The audit-ready dashboard answers that in one screen:
- A row per vendor
- A status column: Expired / Due / Soon / Safe
- The expiration date
- The PDF link
Filter to "Expired" or "Missing." If the list is empty, you pass. If it isn't, you have a punch list.
Spreadsheets can do this, in theory. In practice they don't, because the manual upkeep falls behind the moment something else gets prioritized.
Where teams quietly stop tracking
Three failure modes show up over and over:
- The spreadsheet stops getting updated when the operator who maintained it leaves or moves teams. The data freezes; vendors keep coming and going; nobody notices.

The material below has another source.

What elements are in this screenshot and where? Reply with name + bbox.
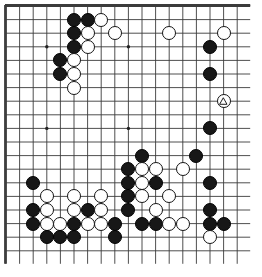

- Renewals stop firing when the calendar reminders accumulate to where they all get dismissed without reading. Past about ten vendors with rolling renewals, calendar fatigue is real.
- The audit prep happens in panic mode, the night before the binder is due. Most of what's missing then is the same data that should have been collected at vendor onboarding.
The pattern is the same: the process failed before the people did. Building a process that doesn't depend on remembering is the actual job.
What to do next
If you're starting from zero:
- List every vendor you're contractually responsible for.
- For each, request a current COI (use the email above).
- As they come in, capture the fields above and store the PDF.
- Set up reminder dates for each vendor's expiration.
If you're already partway in:
- Audit your existing list against your current vendors.
- Add anyone missing.
- Confirm every COI on file is still current.
- Set reminders for the next 12 months.
If you don't want to manage the reminders manually, COI Tracker is free for up to 3 vendors — enough to test the workflow on a real subset of your data before deciding whether to scale up.
Related reading: The Vendor COI Audit Checklist covers what auditors actually check. What Happens When a Vendor's COI Expires? is the post you want before the lapse, not after.